To clarify, this game is not a derby. Never has been, never will be. It’s a local game that is ironically hard to get to.
The train journey from Reading is a nightmare (have a look now, go on). Driving is easy until you want to get to the ground. So while this game is good geographically, the actual travel time is silly and ridiculous.
As a general rule, I don’t mind Wycombe as a place. I don’t like the hills or the traffic, but Buckinghamshire in general ranks highly on my counties of the UK list.
I chose to drive (because I haven’t spent enough time in the car this week ha ha ha) and park at the station. I met my fiend in the Flint Cottage, the pub opposite the station, and then got a cab from there to the ground.
There’s only one way into the ground and out again. It’s a bit like one of those old western films where the cowboy rides in on a horse, hitches it by an old wooden pub and then gets the horse some water and goes “good horse, thanks for getting me here”.
Except there were no horses, no wooden pubs and no cowboys. Just people milling around in replica football shirts and going “oooh I hope we win today”. At a guess, I’d say the Reading fans outnumbered the Wycombe Wanderers fans by at least five to one. At least.
I think the rivalry with Wycombe has been forced over the years and clearly the police thought so too. There was literally overkill on this outside the ground – I’m not sure what they were expecting but I’ve always found Wycombe fans to be reasonable, balanced and not insane. While there were a few cheeky Reading fans in attendance, I think Bucks police will find they wasted money on this fixture.

The beer tent was hot. It’s an intriguing set-up and one that, to the naked eye, looks chaotic with lines pouring out of the canvas-clad structure. In actual fact, the lines move quickly and the service was decent. A nice drop of Rebellion lager outside on the concrete concourse was just the ticket and our fans, despite the poor start, were in good spirits.
Oh, forgot to say, I saw Sim at the station and I asked him for a drink but he didn’t want to speak to me and turned his back when I tried to speak. That’s OK, that’s fine. It is what is Sim…
(Editor’s note: Ben is deliberately omitting the fact that I was on the phone when he walked up to me and rudely interrupted me regardless.)
We smuggled into the ground at around 2.53 and found some seats near the front. Away-day etiquette was in full flow where people just sat/stood anywhere and that’s OK. It’s an odd ground but quite endearing – none of the stands match size-wise, there are trees at the back (basically a forest) and there are always plenty of seats spare in the home ends. I like it as a place, I really do.
The voice of 1,900 fans could be heard singing loudly but these were shot down like a clay pigeon on a middle-class stag do when Fred Onyedinma scored early in the game, against the run of play. Rumbles from our fans came in quickly and you feared the worst at that point. We struggled to grow into the game and were losing the ball rapidly.
And then, out of nowhere, Mamadi Camara tucked away one of the best headed goals I’ve seen since Pavel Pogrebnyak at Chelsea in 2013. Shortly after that, Lewis Wing thought “F it” and thwacked the ball into the net, destroying Luke J’s camera in the aftermath. An absolute jostle in the away end followed and, in the chaos, I shouted” “Luke are you OK and is your camera fine?” But he didn’t hear me and that’s OK.
Despite 1,900 fans being in attendance, you didn’t feel the concourse corner was that busy, I guess because they let fans out to the beer tent in that time. It’s a good system and works well to be honest.
Once we scored the goal, I felt we were the better team overall. We looked solid, composed and much better than previous games. Ben Elliott and Charlie Savage were both taken off around the 80-minute mark and, from that point, we lost the power and creativity in midfield. We sat back and didn’t push up the pitch: as a result, we ended up conceding in the 89th minute. Disaster.
An overall better performance was marred by us dropping two points when three would have been perfect. This was a game that could and should have been won but wasn’t, and that’s frustrating. There’s no other word for it. Five games without a win isn’t ideal in the slightest and leaves a big gap for us to close moving forward.
We are desperately lacking forward impetus in the final third. While Derrick Williams looks a great addition at the back, the other signings are yet to really sparkle and we are pinning our hopes on the players who have been there previously to spark our results into life.
Port Vale next week now looks like a crunch game for us and there can’t be anyone connected with the club who is happy with this start. Everyone at the club needs to get on the same page and share the expectations for what we can and should achieve quickly, otherwise it could be a season that is over before it’s truly begun.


## ACTIVITY
From the line containing "has width=1197, height=579." through the last line of the data, both ends included, write out every line exactly; omit the pictures.

*** Begin section ***

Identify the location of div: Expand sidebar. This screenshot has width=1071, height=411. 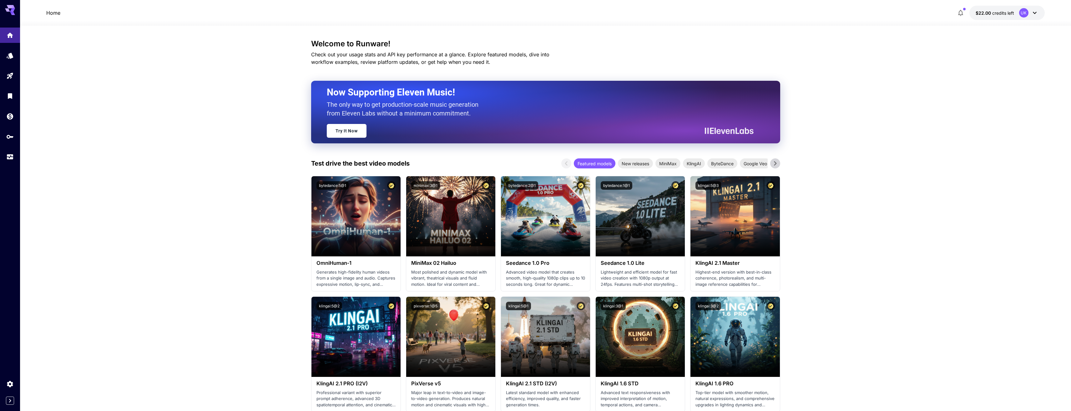
(10, 400).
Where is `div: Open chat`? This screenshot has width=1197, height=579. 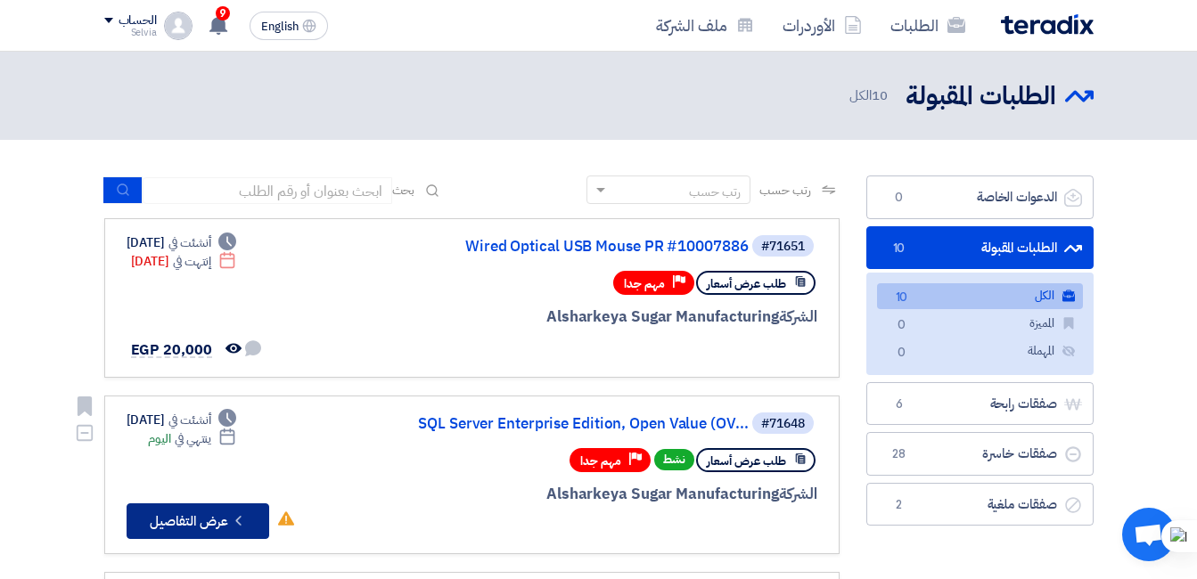
div: Open chat is located at coordinates (1148, 535).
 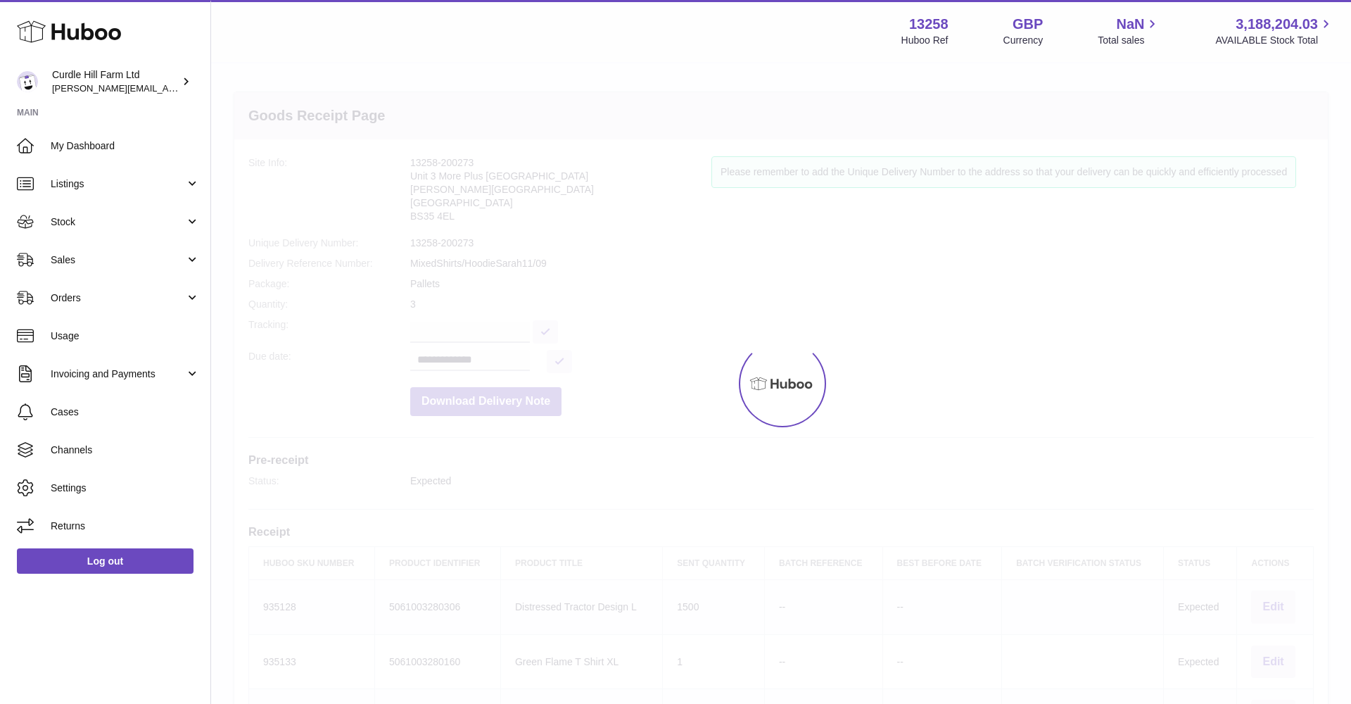 I want to click on span: Returns, so click(x=125, y=526).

*** End section ***

## RESULT OF THIS EXERCISE
Where is `div: Open chat`? This screenshot has width=1197, height=579. 
div: Open chat is located at coordinates (1148, 535).
  I want to click on span: Returns, so click(x=125, y=526).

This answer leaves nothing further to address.